Tertullian
Major theologian in the early Christian church, known for his powerful denunciations of many influences he considered heretical, including the widespread admiration of pagan philosophers and many Gnostic ideas, yet in later life a Montanist, and thus he himself an embracer of beliefs that came to be declared heretical.
Every word almost was a sentence; every sentence a victory.
Omnia periclitabuntur aliter accipi quam sunt, et amittere quod sunt dum aliter accipiuntur, si aliter quam sunt cognominantur. Fides nominum salus est proprietatum.

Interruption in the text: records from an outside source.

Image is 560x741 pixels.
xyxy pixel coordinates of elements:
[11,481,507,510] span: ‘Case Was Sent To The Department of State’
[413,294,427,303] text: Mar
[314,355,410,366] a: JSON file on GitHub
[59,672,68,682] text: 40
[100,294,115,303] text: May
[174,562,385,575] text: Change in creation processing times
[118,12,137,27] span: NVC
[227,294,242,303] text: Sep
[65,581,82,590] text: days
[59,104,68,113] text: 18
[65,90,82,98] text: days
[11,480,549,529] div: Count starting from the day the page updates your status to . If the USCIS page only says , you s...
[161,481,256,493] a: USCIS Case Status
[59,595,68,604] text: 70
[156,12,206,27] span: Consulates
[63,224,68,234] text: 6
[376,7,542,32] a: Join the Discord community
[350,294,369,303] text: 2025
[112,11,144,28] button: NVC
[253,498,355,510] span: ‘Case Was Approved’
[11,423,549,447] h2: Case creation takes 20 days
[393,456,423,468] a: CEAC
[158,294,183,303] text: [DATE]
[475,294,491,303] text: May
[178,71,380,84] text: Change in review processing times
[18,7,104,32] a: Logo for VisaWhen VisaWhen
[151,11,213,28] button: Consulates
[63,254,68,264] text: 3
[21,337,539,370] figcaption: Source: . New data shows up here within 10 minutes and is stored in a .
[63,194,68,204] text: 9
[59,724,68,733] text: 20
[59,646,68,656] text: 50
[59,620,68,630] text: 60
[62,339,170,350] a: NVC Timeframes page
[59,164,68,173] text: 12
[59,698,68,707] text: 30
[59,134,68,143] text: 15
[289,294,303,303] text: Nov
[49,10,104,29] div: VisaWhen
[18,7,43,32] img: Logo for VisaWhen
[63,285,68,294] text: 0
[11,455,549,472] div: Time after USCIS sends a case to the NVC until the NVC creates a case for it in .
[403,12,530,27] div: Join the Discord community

Often quoted as "It is so extraordinary that it must be true."
Quippe res dei ratio quia deus omnium conditor nihil non ratione providit disposuit ordinavit, nihil [enim] non ratione tractari intellegique voluit. Igitur ignorantes quique deum rem quoque eius ignorent necesse est quia nullius omnino thesaurus extraneis patet. Itaque universam vitae conversationem sine gubernaculo rationis transfretantes inminentem saeculo procellam evitare non norunt.

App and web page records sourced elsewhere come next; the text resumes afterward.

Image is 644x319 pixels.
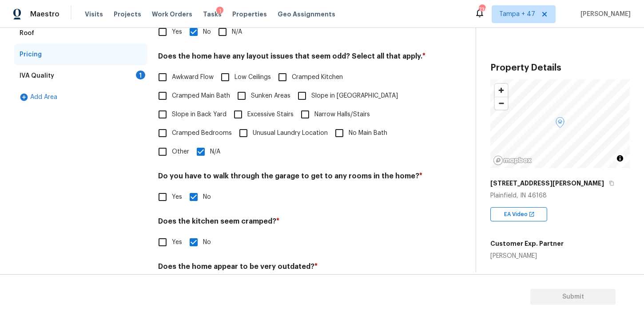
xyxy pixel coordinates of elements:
span: Cramped Bedrooms [172,129,232,138]
span: Maestro [30,10,59,18]
div: Plainfield, IN 46168 [490,192,630,200]
span: Toggle attribution [617,153,622,164]
button: Zoom in [495,84,508,97]
div: Roof [20,29,34,37]
h4: Does the kitchen seem cramped? [158,217,426,230]
span: Tasks [203,11,221,17]
h4: Does the home appear to be very outdated? [158,262,426,275]
span: No Main Bath [348,129,387,138]
span: Cramped Kitchen [292,73,343,82]
span: Sunken Areas [251,91,290,101]
h4: Do you have to walk through the garage to get to any rooms in the home? [158,172,426,184]
div: 1 [216,7,224,16]
span: N/A [210,147,220,157]
span: No [203,193,211,202]
span: Low Ceilings [234,73,271,82]
span: No [203,238,211,247]
span: Yes [172,27,182,37]
div: 736 [478,5,485,14]
span: Tampa + 47 [499,10,535,18]
h5: [STREET_ADDRESS][PERSON_NAME] [490,179,604,188]
span: Properties [232,10,266,18]
span: Awkward Flow [172,73,213,82]
span: Narrow Halls/Stairs [314,110,370,119]
span: Geo Assignments [277,10,335,18]
div: Pricing [20,50,42,59]
span: No [203,27,211,37]
h3: Property Details [490,63,630,72]
span: Other [172,147,189,157]
span: N/A [232,27,242,37]
span: Excessive Stairs [247,110,294,119]
canvas: Map [490,80,630,168]
span: Projects [114,10,141,18]
div: [PERSON_NAME] [490,252,564,260]
button: Zoom out [495,97,508,110]
button: Toggle attribution [615,153,625,164]
div: Add Area [14,87,147,108]
span: Yes [172,238,182,247]
div: EA Video [490,207,547,222]
span: Unusual Laundry Location [253,129,328,138]
h4: Does the home have any layout issues that seem odd? Select all that apply. [158,52,426,64]
span: [PERSON_NAME] [577,10,630,18]
img: Open In New Icon [528,211,534,217]
span: EA Video [504,210,531,219]
h5: Customer Exp. Partner [490,239,564,248]
span: Slope in [GEOGRAPHIC_DATA] [311,91,398,101]
button: Copy Address [607,179,615,187]
div: Map marker [555,117,564,131]
span: Cramped Main Bath [172,91,230,101]
span: Slope in Back Yard [172,110,226,119]
span: Yes [172,193,182,202]
span: Visits [85,10,103,18]
a: Mapbox homepage [493,155,532,166]
div: IVA Quality [20,72,54,80]
span: Work Orders [152,10,192,18]
span: Zoom out [495,97,508,110]
div: 1 [136,71,145,80]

Often quoted as ‘The blood of the martyrs is the seed of the church.’
Veritas autem docendo persuadet non suadendo docet.
Plures efficimur, quoties metumur a vobis; semen est sanguis christianorum.
esterni sumus, & vestra omnia implevimus, Vrbes, Insulas, Castella, Municipia, Conciliabula, Castra ipsa, Tribus, Decurias, palatium, Senatum, Forum, sola vobis relinquimus Templa.
Cum ergo spiritus Dei descendit, indiuidua patientia comitatur eum.
We worship unity in trinity, and trinity in unity; neither confounding the person nor dividing the substance. There is one person of the Father, another of the Son, and another of the Holy Ghost; but the Godhead of the Father, and of the Son, and of the Holy Ghost, is all one; the glory equal, the majesty co-eternal.
Two lines from De Carne Christi have often become conflated into the statement: "Credo quia impossibile" (I believe it because it is impossible), which can be perceived as a distortion of the actual arguments that Tertullian was making.
A variant on “One is not born wise, but becomes wise” from Seneca On Anger 2.10.6; see: Christian and Pagan in the Roman Empire: the witness of Tertullian, by Tertullian, Robert Dick Sider, p. 38, footnote 79.
Omnium gentium unus homo, uarium nomen est, una anima, uaria uox, unus spiritus, uarius sonus, propria cuique genti loquella, sed loquellae materia communis.
Nec alii obest aut prodest alterius religio.
Prorsus credibile est, quia ineptum est.
Qui fugiebat, rursus sibi proeliabitur.
Infirma commendatio est quae de alterius destructione fulcitur.
This is said with more spirit than truth.
De calcaria in carbonarium.
As often as we are mown down by you, the more we grow in numbers; the blood of the Christians is the seed.